Agreed, and they failed to compare their analysis of various computer process times (cache, memory, hard disk, network, etc.) to various human component times, starting with a single neural pulse. On the order of milliseconds, and as you say we can see many of them, simultaneously and serially, when we speak. We don't know how long it will take a spontaneously-arising artificial intelligence to create a thought, retrieve its memories, consider them, observe surroundings, etc., but we can assume it's at least some collection of nanosecond cpu cycles, not a single one; some collection of data fetches, not just one.

Comment Re:writers write, right (Score 1) 522

And speaking of Gibson, when I learned that William Gibson was told that his computer's storage consisted of a spinning hard-drive, an "antique victorian-style mechanism", as he put it more or less, and that he was told that after he wrote Neuromancer, then I learned that you can focus on writing or you can focus on tech, but choose one because both (or more) may mean each will suffer.

Comment Re:Not a surprise (Score 2) 303

HFT overcharges are fleecing the market to the tune of $50 million per day. Many billions per year. Adding no value, and tacking on % charges to each transaction. It's visible to those who trade, they can't fix it and the SEC won't touch it - justifies it, as this piece shows.
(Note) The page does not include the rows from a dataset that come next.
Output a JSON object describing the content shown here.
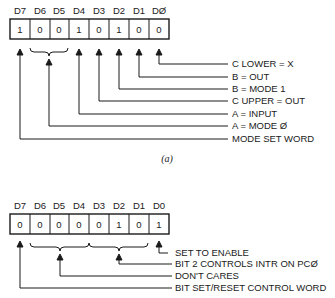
{
  "diagram_a": {
    "headers": [
      "D7",
      "D6",
      "D5",
      "D4",
      "D3",
      "D2",
      "D1",
      "DØ"
    ],
    "bits": [
      "1",
      "0",
      "0",
      "1",
      "0",
      "1",
      "0",
      "0"
    ],
    "labels": [
      "C LOWER = X",
      "B = OUT",
      "B = MODE 1",
      "C UPPER = OUT",
      "A = INPUT",
      "A = MODE Ø",
      "MODE SET WORD"
    ],
    "caption": "(a)"
  },
  "diagram_b": {
    "headers": [
      "D7",
      "D6",
      "D5",
      "D4",
      "D3",
      "D2",
      "D1",
      "D0"
    ],
    "bits": [
      "0",
      "0",
      "0",
      "0",
      "0",
      "1",
      "0",
      "1"
    ],
    "labels": [
      "SET TO ENABLE",
      "BIT 2 CONTROLS INTR ON PCØ",
      "DON'T CARES",
      "BIT SET/RESET CONTROL WORD"
    ]
  }
}
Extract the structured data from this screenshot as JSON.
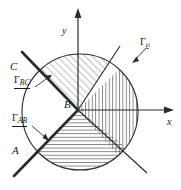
{
  "figure": {
    "background_color": "#ffffff",
    "line_color": "#2b2b2b",
    "hatch_color": "#565656",
    "width": 181,
    "height": 190
  },
  "axes": {
    "x_label": "x",
    "y_label": "y",
    "origin": {
      "x": 78,
      "y": 110
    }
  },
  "points": {
    "A": "A",
    "B": "B",
    "C": "C"
  },
  "curves": {
    "gamma_bc": {
      "base": "Γ",
      "subscript": "BC",
      "underlined": true
    },
    "gamma_ab": {
      "base": "Γ",
      "subscript": "AB",
      "underlined": true
    },
    "gamma_rho": {
      "base": "Γ",
      "subscript": "ϱ",
      "underlined": false
    }
  },
  "circle": {
    "center_x": 80,
    "center_y": 112,
    "radius": 58
  },
  "regions": [
    {
      "name": "upper-left-sector",
      "hatch": "diagonal-45"
    },
    {
      "name": "right-sector",
      "hatch": "vertical"
    },
    {
      "name": "lower-sector",
      "hatch": "horizontal"
    }
  ]
}
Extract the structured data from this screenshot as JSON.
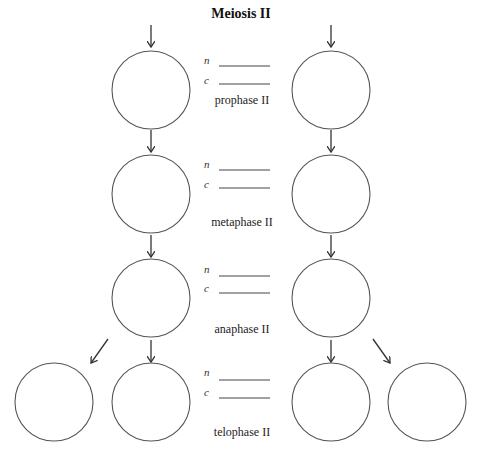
{
  "title": "Meiosis II",
  "labels": {
    "n": "n",
    "c": "c"
  },
  "stages": [
    {
      "id": "prophase",
      "label": "prophase II",
      "n_value": "",
      "c_value": ""
    },
    {
      "id": "metaphase",
      "label": "metaphase II",
      "n_value": "",
      "c_value": ""
    },
    {
      "id": "anaphase",
      "label": "anaphase II",
      "n_value": "",
      "c_value": ""
    },
    {
      "id": "telophase",
      "label": "telophase II",
      "n_value": "",
      "c_value": ""
    }
  ],
  "colors": {
    "stroke": "#555555",
    "text": "#222222",
    "background": "#ffffff"
  }
}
That's how it's worse: we know it's going on and we're blessing it.

Comment Re:Nuclear power is too expensive (Score 1) 288

>>The problem is that large portions of the plant are radioactive...

Bingo, the fatal flaw of nuclear power. Those darn high-energy neutrons get randomly sprayed all over the place, and then large portions of everything around is radioactive. Haven't seen a design for a fission reactor that admits this, solves this, or even attempts to address it (hey, just "clean it up" when it's done - which means move all the radioactive stuff somewhere else and let it simmer in their back yard for 10's of thousands of years). Let's look then at renewables, shall we?
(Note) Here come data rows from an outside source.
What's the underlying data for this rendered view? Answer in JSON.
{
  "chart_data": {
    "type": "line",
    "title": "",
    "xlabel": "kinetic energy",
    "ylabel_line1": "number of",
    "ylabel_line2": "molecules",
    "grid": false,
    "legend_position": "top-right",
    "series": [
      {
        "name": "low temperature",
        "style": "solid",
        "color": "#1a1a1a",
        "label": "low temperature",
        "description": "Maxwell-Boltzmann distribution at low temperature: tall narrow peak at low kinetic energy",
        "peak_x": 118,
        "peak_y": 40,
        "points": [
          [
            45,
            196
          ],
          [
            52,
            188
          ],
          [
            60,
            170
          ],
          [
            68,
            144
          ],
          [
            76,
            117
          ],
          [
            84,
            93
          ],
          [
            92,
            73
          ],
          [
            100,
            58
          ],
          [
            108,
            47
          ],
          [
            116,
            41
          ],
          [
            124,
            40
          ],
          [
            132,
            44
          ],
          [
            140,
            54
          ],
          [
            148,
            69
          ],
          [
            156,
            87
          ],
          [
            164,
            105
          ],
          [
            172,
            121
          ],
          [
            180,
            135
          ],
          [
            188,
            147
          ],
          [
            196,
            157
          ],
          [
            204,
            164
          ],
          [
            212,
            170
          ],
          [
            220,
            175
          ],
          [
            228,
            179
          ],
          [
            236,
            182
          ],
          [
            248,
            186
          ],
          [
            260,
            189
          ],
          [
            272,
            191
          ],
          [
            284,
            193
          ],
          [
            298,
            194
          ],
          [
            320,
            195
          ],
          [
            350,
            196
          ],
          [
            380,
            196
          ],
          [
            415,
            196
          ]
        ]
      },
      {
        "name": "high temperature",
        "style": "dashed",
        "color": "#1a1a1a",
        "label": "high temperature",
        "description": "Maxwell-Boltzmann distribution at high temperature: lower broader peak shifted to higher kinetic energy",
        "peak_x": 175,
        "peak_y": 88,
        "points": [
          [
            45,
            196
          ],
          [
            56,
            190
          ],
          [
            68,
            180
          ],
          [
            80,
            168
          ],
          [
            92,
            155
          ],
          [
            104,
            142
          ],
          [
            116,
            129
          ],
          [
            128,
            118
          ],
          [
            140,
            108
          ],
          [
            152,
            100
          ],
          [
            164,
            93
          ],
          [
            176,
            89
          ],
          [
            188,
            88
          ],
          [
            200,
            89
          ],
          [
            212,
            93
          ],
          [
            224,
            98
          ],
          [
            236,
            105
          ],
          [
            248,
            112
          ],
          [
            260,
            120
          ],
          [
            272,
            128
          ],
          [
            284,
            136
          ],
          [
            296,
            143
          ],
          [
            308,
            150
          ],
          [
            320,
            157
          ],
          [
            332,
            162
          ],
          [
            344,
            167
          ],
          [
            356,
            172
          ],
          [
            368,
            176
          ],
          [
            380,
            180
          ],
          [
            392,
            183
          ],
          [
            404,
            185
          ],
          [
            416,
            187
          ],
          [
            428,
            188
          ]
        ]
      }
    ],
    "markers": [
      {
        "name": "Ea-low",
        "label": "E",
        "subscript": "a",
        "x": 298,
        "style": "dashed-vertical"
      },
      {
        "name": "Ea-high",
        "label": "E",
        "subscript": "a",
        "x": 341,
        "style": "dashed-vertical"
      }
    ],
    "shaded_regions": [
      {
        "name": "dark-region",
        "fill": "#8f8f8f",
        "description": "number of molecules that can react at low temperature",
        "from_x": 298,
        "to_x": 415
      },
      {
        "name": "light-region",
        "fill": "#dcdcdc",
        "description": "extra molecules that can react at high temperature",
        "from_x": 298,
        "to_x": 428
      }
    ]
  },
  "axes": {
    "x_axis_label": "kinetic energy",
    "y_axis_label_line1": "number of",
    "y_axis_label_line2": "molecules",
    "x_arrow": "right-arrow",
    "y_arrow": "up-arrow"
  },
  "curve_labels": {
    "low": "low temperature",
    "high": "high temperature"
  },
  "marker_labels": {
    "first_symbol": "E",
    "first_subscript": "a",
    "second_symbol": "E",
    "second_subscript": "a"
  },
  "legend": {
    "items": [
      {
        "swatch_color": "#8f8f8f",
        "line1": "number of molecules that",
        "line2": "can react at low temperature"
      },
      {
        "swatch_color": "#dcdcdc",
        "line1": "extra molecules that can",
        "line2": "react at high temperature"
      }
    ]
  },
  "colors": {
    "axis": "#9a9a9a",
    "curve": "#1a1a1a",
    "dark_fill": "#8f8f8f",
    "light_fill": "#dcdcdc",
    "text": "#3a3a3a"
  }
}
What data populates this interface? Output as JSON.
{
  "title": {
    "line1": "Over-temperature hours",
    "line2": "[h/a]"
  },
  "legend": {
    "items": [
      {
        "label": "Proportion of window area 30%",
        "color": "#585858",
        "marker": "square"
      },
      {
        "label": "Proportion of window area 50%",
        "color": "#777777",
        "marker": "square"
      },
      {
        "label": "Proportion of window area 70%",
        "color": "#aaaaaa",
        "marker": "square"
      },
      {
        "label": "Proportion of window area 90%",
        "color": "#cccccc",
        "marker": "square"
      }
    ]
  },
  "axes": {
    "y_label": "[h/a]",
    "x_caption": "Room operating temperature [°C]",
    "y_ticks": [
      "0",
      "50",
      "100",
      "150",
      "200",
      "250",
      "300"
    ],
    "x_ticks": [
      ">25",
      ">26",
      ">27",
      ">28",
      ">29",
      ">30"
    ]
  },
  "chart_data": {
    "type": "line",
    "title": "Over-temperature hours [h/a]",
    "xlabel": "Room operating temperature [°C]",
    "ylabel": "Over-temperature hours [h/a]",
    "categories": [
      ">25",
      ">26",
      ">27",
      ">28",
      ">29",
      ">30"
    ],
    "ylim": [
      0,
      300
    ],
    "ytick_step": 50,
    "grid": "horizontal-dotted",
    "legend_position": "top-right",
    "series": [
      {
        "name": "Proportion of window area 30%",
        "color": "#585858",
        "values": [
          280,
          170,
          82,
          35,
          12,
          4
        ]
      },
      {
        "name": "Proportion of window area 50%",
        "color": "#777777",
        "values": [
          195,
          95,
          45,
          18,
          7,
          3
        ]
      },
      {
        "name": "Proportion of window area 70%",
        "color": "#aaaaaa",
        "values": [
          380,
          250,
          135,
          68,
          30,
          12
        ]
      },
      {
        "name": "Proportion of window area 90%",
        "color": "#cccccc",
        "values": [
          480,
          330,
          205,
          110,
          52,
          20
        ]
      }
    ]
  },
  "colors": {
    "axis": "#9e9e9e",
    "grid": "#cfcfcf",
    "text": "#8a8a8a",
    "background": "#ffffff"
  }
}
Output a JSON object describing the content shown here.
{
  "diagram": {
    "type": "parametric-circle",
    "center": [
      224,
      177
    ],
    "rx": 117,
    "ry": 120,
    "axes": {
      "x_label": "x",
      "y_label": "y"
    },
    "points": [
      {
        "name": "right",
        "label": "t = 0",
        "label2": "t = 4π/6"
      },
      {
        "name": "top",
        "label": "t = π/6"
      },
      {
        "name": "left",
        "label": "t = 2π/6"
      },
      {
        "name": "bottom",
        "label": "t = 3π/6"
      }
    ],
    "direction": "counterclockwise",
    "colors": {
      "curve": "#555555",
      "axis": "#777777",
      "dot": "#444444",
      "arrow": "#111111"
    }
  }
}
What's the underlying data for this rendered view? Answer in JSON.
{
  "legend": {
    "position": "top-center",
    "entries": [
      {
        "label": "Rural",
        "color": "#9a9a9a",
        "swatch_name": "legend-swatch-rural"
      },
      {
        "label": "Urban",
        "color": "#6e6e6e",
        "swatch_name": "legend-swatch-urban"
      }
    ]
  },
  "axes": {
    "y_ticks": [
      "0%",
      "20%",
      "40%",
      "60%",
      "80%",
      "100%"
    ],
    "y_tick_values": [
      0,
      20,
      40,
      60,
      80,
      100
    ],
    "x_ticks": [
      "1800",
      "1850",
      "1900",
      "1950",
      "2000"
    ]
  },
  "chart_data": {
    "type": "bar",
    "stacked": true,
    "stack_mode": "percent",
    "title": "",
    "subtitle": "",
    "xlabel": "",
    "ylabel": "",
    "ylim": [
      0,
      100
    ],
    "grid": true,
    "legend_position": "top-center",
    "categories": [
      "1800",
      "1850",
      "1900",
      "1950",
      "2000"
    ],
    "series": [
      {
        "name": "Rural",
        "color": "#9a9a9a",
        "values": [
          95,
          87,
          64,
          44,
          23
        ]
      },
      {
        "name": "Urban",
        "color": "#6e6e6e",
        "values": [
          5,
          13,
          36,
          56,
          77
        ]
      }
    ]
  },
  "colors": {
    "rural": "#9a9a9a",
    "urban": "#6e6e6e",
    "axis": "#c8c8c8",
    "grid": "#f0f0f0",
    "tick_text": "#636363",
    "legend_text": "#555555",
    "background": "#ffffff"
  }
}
Comment Re:Frist pots (Score 1) 341

Not sure what you expect from your government, but here in the USA we have a range of options, from bupkis, to the triad (personal savings, worker pension, social security, all of which were paid into), to whatever you can scrounge. If we can get the government to pay for anything beyond health care at 65, it would be both lucky and meager.

Comment Beyond oversight? (Score 4, Interesting) 143

Seems like the NSA and CIA might be by nature beyond oversight. Their job includes assuming that the worst scenarios are possible, which then justifies any action to thwart them, including lying to their overseers in order to keep doing illegal things they think is necessary to prevent those worst possible scenarios. It's bureaucratic paranoia resulting in functional schizophrenia that makes sense within the hive mind but not within the greater public mind that employs them to keep us safe.